Everyone involved in online marketing has been through this experience: you meet with a client, discuss strategies for their internet marketing campaigns, and the topic turns to social media. Almost without fail, small business owners react with something like: “Who has time for this?” or “How am I supposed to take time out of my busy week for Twitter or Facebook?”
As someone who sees the value of social networking for businesses, this attitude has always frustrated me, but today I think I realized the real source of the frustration: Social Media marketing is just that – it’s marketing.
It’s human nature that we have a built-in aversion to tasks that we don’t perform on a regular basis. For me, a perfect example is blogging – I have ideas that I want to communicate, but as I’m not a practiced writer this takes more work and time than I would like. However, the reality is that if I blog more and write more it will get easier and I will (I hope, for your sake as the reader!) that I’ll get better as well.
Back to my epiphany: Small business owners don’t hate social media marketing (SMM) because it’s new or different. They don’t hate it because it’s harder to pin down an ROI figure than other forms of online marketing. They hate SMM because it’s marketing!
I realize I’m painting with broad strokes, and there are many exceptions, but for the majority of small business owners, marketing is not an ongoing project. To them, marketing equates to an annual YP renewal, a sign on the sidewalk and – in a moment of inspired passion – a one-off direct mailing or flyer distribution. There is little thought point into strategy, branding or perception. It’s no wonder, then, that to a small business owner the thought of routinely investing a few minutes a day, or a few hours a week into monitoring Twitter, blogging or posting on a Facebook page can seem overwhelming.
I’m not trying to be cruel – it’s my love for small businesses that prompted the formation of Strider in the first place! What I’m suggesting is that small business folks need to first gain a better appreciation of marketing as a whole before taking the plunge into any particular tactic like social media. Take some time, discuss with your employees, and decide what story you want to tell, develop an Unique Value Proposition, consider what image you want to portray and who you are trying to reach. Then, make all your marketing initiatives work in concert with your overall goals.
Otherwise, your attempts at social media will be doomed to join your flyers, coupon books and YP ads in the dusty pile of half-hearted marketing failures.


■ **Directions for this task**
Copy out all the lines in the records that include the word "kinetic".

[[ Extracted records, beginning ]]

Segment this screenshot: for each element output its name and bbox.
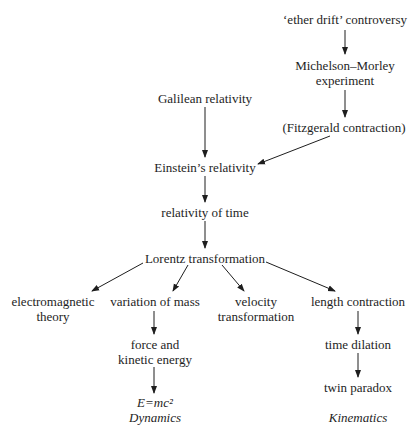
node-galilean-relativity: Galilean relativity	[158, 91, 252, 106]
label-kinematics: Kinematics	[329, 410, 388, 425]
node-fitzgerald-contraction: (Fitzgerald contraction)	[282, 120, 405, 135]
node-text-line: Einstein’s relativity	[154, 160, 255, 175]
arrow-fitzgerald-to-einstein	[258, 136, 330, 164]
node-text-line: relativity of time	[161, 205, 248, 220]
node-einstein-relativity: Einstein’s relativity	[154, 160, 255, 175]
node-time-dilation: time dilation	[325, 337, 391, 352]
node-text-line: time dilation	[325, 337, 391, 352]
node-text-line: ‘ether drift’ controversy	[283, 12, 407, 27]
node-lorentz-transformation: Lorentz transformation	[145, 251, 265, 266]
node-text-line: Dynamics	[129, 410, 181, 425]
node-text-line: Galilean relativity	[158, 91, 252, 106]
node-twin-paradox: twin paradox	[324, 380, 392, 395]
concept-diagram: ‘ether drift’ controversy Michelson–Morl…	[0, 0, 413, 437]
node-text-line: theory	[11, 309, 94, 324]
arrow-lorentz-to-variation-mass	[173, 265, 188, 291]
node-michelson-morley: Michelson–Morleyexperiment	[295, 58, 395, 88]
node-relativity-of-time: relativity of time	[161, 205, 248, 220]
node-velocity-transformation: velocitytransformation	[218, 294, 295, 324]
node-variation-of-mass: variation of mass	[110, 294, 200, 309]
node-text-line: Kinematics	[329, 410, 388, 425]
node-text-line: (Fitzgerald contraction)	[282, 120, 405, 135]
node-text-line: transformation	[218, 309, 295, 324]
node-text-line: Lorentz transformation	[145, 251, 265, 266]
node-electromagnetic-theory: electromagnetictheory	[11, 294, 94, 324]
node-length-contraction: length contraction	[311, 294, 405, 309]
arrow-lorentz-to-length-contraction	[266, 262, 335, 291]
arrow-lorentz-to-electromagnetic	[92, 263, 143, 291]
node-text-line: length contraction	[311, 294, 405, 309]
node-force-kinetic-energy: force andkinetic energy	[118, 337, 192, 367]
node-text-line: kinetic energy	[118, 352, 192, 367]
label-dynamics: Dynamics	[129, 410, 181, 425]
node-text-line: E=mc²	[137, 395, 173, 410]
node-text-line: Michelson–Morley	[295, 58, 395, 73]
node-text-line: variation of mass	[110, 294, 200, 309]
node-text-line: electromagnetic	[11, 294, 94, 309]
node-text-line: twin paradox	[324, 380, 392, 395]
node-text-line: force and	[118, 337, 192, 352]
arrow-lorentz-to-velocity	[222, 265, 244, 291]
node-text-line: experiment	[295, 73, 395, 88]
node-e-equals-mc2: E=mc²	[137, 395, 173, 410]
node-ether-drift: ‘ether drift’ controversy	[283, 12, 407, 27]
node-text-line: velocity	[218, 294, 295, 309]
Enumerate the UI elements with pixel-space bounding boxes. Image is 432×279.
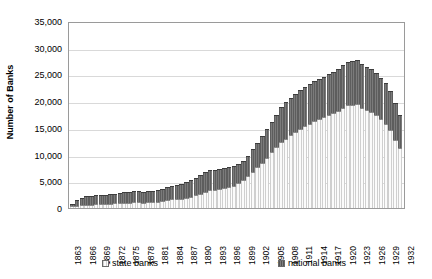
bar-column — [336, 23, 340, 208]
bar-segment-national-banks — [122, 192, 126, 203]
bar-column — [108, 23, 112, 208]
bar-column — [384, 23, 388, 208]
bar-column — [270, 23, 274, 208]
bar-segment-national-banks — [327, 74, 331, 115]
bar-segment-national-banks — [384, 83, 388, 123]
bar-segment-national-banks — [341, 65, 345, 108]
bar-segment-national-banks — [118, 193, 122, 203]
bar-segment-state-banks — [84, 205, 88, 208]
bar-column — [137, 23, 141, 208]
bar-column — [84, 23, 88, 208]
bar-segment-national-banks — [388, 91, 392, 130]
bar-segment-national-banks — [108, 194, 112, 203]
bar-segment-national-banks — [184, 182, 188, 198]
legend-label-national-banks: national banks — [288, 258, 346, 268]
bar-segment-state-banks — [336, 111, 340, 208]
bar-segment-state-banks — [141, 203, 145, 208]
bar-column — [113, 23, 117, 208]
bar-segment-state-banks — [346, 105, 350, 208]
bar-segment-national-banks — [379, 78, 383, 119]
bar-segment-state-banks — [379, 119, 383, 208]
bar-segment-state-banks — [203, 192, 207, 208]
legend-label-state-banks: state banks — [112, 258, 158, 268]
bar-segment-national-banks — [156, 190, 160, 201]
bar-segment-national-banks — [284, 102, 288, 138]
bar-segment-state-banks — [322, 117, 326, 208]
bar-segment-state-banks — [160, 201, 164, 208]
bar-column — [327, 23, 331, 208]
bar-segment-national-banks — [103, 195, 107, 204]
bar-column — [346, 23, 350, 208]
bar-segment-state-banks — [194, 195, 198, 208]
bar-segment-national-banks — [251, 149, 255, 171]
bar-segment-state-banks — [369, 112, 373, 208]
bar-column — [165, 23, 169, 208]
bar-segment-state-banks — [327, 115, 331, 208]
legend-item-state-banks: state banks — [102, 258, 158, 268]
bar-segment-state-banks — [350, 105, 354, 208]
bar-segment-national-banks — [179, 184, 183, 199]
bar-segment-national-banks — [99, 195, 103, 204]
bar-column — [369, 23, 373, 208]
bar-segment-state-banks — [118, 203, 122, 208]
plot-area — [68, 22, 405, 209]
bar-column — [118, 23, 122, 208]
bar-column — [274, 23, 278, 208]
bar-column — [398, 23, 402, 208]
bar-column — [132, 23, 136, 208]
bar-segment-national-banks — [374, 73, 378, 115]
bar-segment-state-banks — [179, 199, 183, 208]
bar-segment-state-banks — [293, 132, 297, 208]
bar-column — [365, 23, 369, 208]
bar-segment-national-banks — [227, 167, 231, 187]
bar-segment-national-banks — [241, 161, 245, 180]
bar-column — [289, 23, 293, 208]
bar-segment-state-banks — [374, 115, 378, 208]
bar-segment-national-banks — [160, 189, 164, 201]
bar-segment-national-banks — [369, 69, 373, 112]
bar-segment-state-banks — [246, 176, 250, 208]
bar-segment-national-banks — [289, 98, 293, 135]
bar-segment-state-banks — [365, 110, 369, 208]
bar-column — [379, 23, 383, 208]
bar-segment-national-banks — [355, 60, 359, 104]
bar-column — [122, 23, 126, 208]
bar-segment-state-banks — [360, 108, 364, 208]
bar-segment-state-banks — [184, 198, 188, 208]
bar-segment-national-banks — [336, 69, 340, 111]
bank-count-chart: Number of Banks 35,00030,00025,00020,000… — [0, 0, 432, 279]
bar-column — [284, 23, 288, 208]
bar-segment-national-banks — [303, 87, 307, 126]
bar-segment-national-banks — [232, 166, 236, 185]
bar-column — [360, 23, 364, 208]
bar-segment-state-banks — [156, 202, 160, 208]
bar-segment-state-banks — [165, 200, 169, 208]
bar-column — [246, 23, 250, 208]
bar-segment-state-banks — [89, 205, 93, 208]
bar-segment-state-banks — [241, 180, 245, 208]
bar-column — [217, 23, 221, 208]
bar-segment-national-banks — [165, 187, 169, 200]
bar-segment-state-banks — [331, 113, 335, 208]
bar-column — [298, 23, 302, 208]
bar-segment-state-banks — [289, 135, 293, 208]
bar-column — [194, 23, 198, 208]
bar-column — [374, 23, 378, 208]
y-axis-tick-label: 0 — [57, 205, 62, 214]
bar-segment-national-banks — [260, 136, 264, 162]
bar-segment-national-banks — [151, 191, 155, 202]
bar-column — [341, 23, 345, 208]
bar-column — [94, 23, 98, 208]
bar-segment-state-banks — [189, 197, 193, 208]
bar-segment-national-banks — [279, 107, 283, 141]
bar-segment-state-banks — [308, 124, 312, 208]
bar-segment-state-banks — [103, 204, 107, 208]
bar-column — [184, 23, 188, 208]
y-axis-tick-label: 35,000 — [34, 18, 62, 27]
bar-segment-national-banks — [198, 175, 202, 194]
bar-column — [170, 23, 174, 208]
x-axis-tick-label: 1932 — [407, 246, 416, 265]
bar-segment-state-banks — [108, 204, 112, 208]
bar-segment-state-banks — [303, 126, 307, 208]
y-axis-tick-label: 10,000 — [34, 152, 62, 161]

[[ Extracted records, end ]]

■ **Answer to this problem**
node-force-kinetic-energy: force andkinetic energy	[118, 337, 192, 367]
node-text-line: kinetic energy	[118, 352, 192, 367]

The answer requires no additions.